America's healthcare industry shows us one of the most revealing contradictions in the country's economy. Even though America claims to be the world's most advanced superpower, it is still unable to provide its entire population with healthcare and even worse, the quality of its healthcare overall is declining in many ways. Though many democratic nations provide their citizens with healthcare access, the United States tries to concentrate the control of medicine into the hands of big businesses like the insurance industry and pharmaceutical companies. The result is that the United States has a healthcare industry with a bad reputation that is getting worse. Large companies benefit but average Americans suffer from the consequences of the broken healthcare system. .
Overall, though healthcare should be a right to all Americans, it is treated more like a luxury only available for those who can afford it, creating an industry that cannot continue on its current path. This is why the Obama Administration has worked to pass a major piece of legislation designed to overhaul the ailing healthcare industries. With the focus on creating a 'public option' which would mitigate the cost of healthcare for the roughly 46 million who are reported to be uninsured today, Obama is working against a grain of industry lobbies and Republican Party leaders. These groups have argued that the new legislation would add 46 million Americans to the expenses of a welfare state. Amid these accusations and the expressed concern that the public option would promote excessive government intrusion into the healthcare industry, President Obama has advocated the public option with the justification of a severely unequal and ineffective U.S. Healthcare system. .
The discussion here provides a basis for the overhaul and the public option through a consideration of the current failures which have damaged American healthcare and which have devastated countless Americans.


_What the task asks_
Images should be omitted while the rest of the data is duplicated exactly.
################
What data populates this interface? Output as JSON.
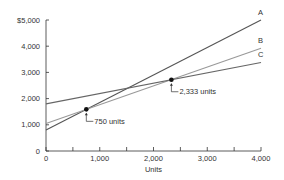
{
  "chart_data": {
    "type": "line",
    "title": "",
    "xlabel": "Units",
    "ylabel": "",
    "xlim": [
      0,
      4000
    ],
    "ylim": [
      0,
      5000
    ],
    "x_ticks": [
      0,
      1000,
      2000,
      3000,
      4000
    ],
    "x_tick_labels": [
      "0",
      "1,000",
      "2,000",
      "3,000",
      "4,000"
    ],
    "x_minor_ticks": [
      500,
      1500,
      2500,
      3500
    ],
    "y_ticks": [
      0,
      1000,
      2000,
      3000,
      4000,
      5000
    ],
    "y_tick_labels": [
      "0",
      "1,000",
      "2,000",
      "3,000",
      "4,000",
      "$5,000"
    ],
    "grid": false,
    "series": [
      {
        "name": "A",
        "x": [
          0,
          4000
        ],
        "values": [
          800,
          5000
        ],
        "color": "#555555"
      },
      {
        "name": "B",
        "x": [
          0,
          4000
        ],
        "values": [
          1050,
          3920
        ],
        "color": "#999999"
      },
      {
        "name": "C",
        "x": [
          0,
          4000
        ],
        "values": [
          1800,
          3380
        ],
        "color": "#666666"
      }
    ],
    "annotations": [
      {
        "label": "750 units",
        "x": 750,
        "y": 1590
      },
      {
        "label": "2,333 units",
        "x": 2333,
        "y": 2720
      }
    ]
  }
}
################
_Answer for the task_
What data populates this interface? Output as JSON.
{
  "chart_data": {
    "type": "line",
    "title": "",
    "xlabel": "Units",
    "ylabel": "",
    "xlim": [
      0,
      4000
    ],
    "ylim": [
      0,
      5000
    ],
    "x_ticks": [
      0,
      1000,
      2000,
      3000,
      4000
    ],
    "x_tick_labels": [
      "0",
      "1,000",
      "2,000",
      "3,000",
      "4,000"
    ],
    "x_minor_ticks": [
      500,
      1500,
      2500,
      3500
    ],
    "y_ticks": [
      0,
      1000,
      2000,
      3000,
      4000,
      5000
    ],
    "y_tick_labels": [
      "0",
      "1,000",
      "2,000",
      "3,000",
      "4,000",
      "$5,000"
    ],
    "grid": false,
    "series": [
      {
        "name": "A",
        "x": [
          0,
          4000
        ],
        "values": [
          800,
          5000
        ],
        "color": "#555555"
      },
      {
        "name": "B",
        "x": [
          0,
          4000
        ],
        "values": [
          1050,
          3920
        ],
        "color": "#999999"
      },
      {
        "name": "C",
        "x": [
          0,
          4000
        ],
        "values": [
          1800,
          3380
        ],
        "color": "#666666"
      }
    ],
    "annotations": [
      {
        "label": "750 units",
        "x": 750,
        "y": 1590
      },
      {
        "label": "2,333 units",
        "x": 2333,
        "y": 2720
      }
    ]
  }
}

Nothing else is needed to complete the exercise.